The alert was raised to three on a five-level scale after Taal Volcano blasted a dark gray plume into the sky yesterday. The five-minute steam- and gas-driven explosion was followed by four smaller emissions but the volcano was generally calm so far today, volcanologists said.
The preemptive evacuations involved residents in five high-risk villages in the lakeside towns of Laurel and Agoncillo. More than 14,000 people may have to be moved temporarily away from the volcano, said Mark Timbal, a spokesman for the government’s disaster-response agency.
Town officials, however, faced an extra predicament of ensuring emergency shelters, usually school buildings, basketball gymnasiums and even church grounds, would not become coronavirus hotspots. Displaced villagers were asked to wear face masks and were sheltered in tents set safely apart, requiring considerably more space than in pre-pandemic times.
In Laurel town, Imelda Reyes feared for her and her family’s safety in their home near the volcano and in the crowded grade school-turned-evacuation center where they took shelter Friday. “If we stay home, the volcano can explode anytime,” Reyes told AP. “But here, just one sick person can infect all of us. Both are dangerous choices.”

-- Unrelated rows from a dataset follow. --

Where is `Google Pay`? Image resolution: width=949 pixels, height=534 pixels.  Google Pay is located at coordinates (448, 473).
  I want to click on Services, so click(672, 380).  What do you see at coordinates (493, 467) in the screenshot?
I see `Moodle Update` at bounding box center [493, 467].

Most evacuation camps have set up isolation areas in case anyone began showing Covid symptoms.
“It’s doubly difficult now. Before, we just asked people to rush to the evacuation centres and squeeze themselves in as much as possible,” said disaster-response officer Junfrance De Villa of Agoncillo town.
“Now, we have to keep a close eye on the numbers. We’re doing everything to avoid congestion,” De Villa told AP by telephone.